Wednesday, June 08, 2016

Overcorrection...

Look, I know that The Little Golden Book of World War Two is incorrect when it teaches kids that the war started when Pearl Harbor got bombed and then the US saved everybody from Hitler with 1911s and Sherman tanks.

And I know that Hollywood has performed some amazingly ahistorical gaffes in the past with movies like U-571 that basically write the British out of the story and fabricate tales of American war-winning out of whole cloth.

But to leap from that into this quote is pure knee-jerk-ism...
"But despite "Band of Brothers," despite "Saving Private Ryan," despite those 11 photographs taken by Robert Capa in the swell on that morning of June 6 1944, D-Day was not a predominantly American effort. Rather, it was an Allied effort with, if anything, Britain taking the lead."
Band of Brothers was a story specifically about Easy Company, 2nd Battalion, 506th Parachute Infantry Regiment.
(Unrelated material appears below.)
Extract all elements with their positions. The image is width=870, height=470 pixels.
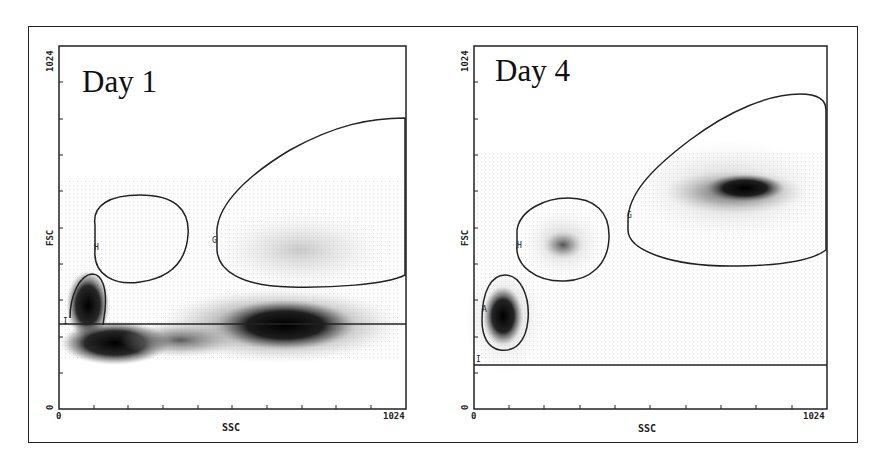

The reason the British are not portrayed in Band of Brothers is because...sit down, this is going to come as a shock...American Army units tend to be made up of Americans, while British people are usually in British army units.

I blame Star Trek for this bizarre inclusionism. I realize that there were Vulcans and Russians and Klingons and Scotsmen and African-Americans on the bridge of the Enterprise, and that's great! Maybe that's how it is in the 23rd Century. But there were darn few Japanese-Americans on the bridge of CV-6 at the Battle of Midway, and when some future war movie throws some in there because inclusionism, it's just going to be awkward. "No, Billy, your great granddad wasn't on the Enterprise at Midway; he was in a concentration camp in the desert. No, an American concentration camp."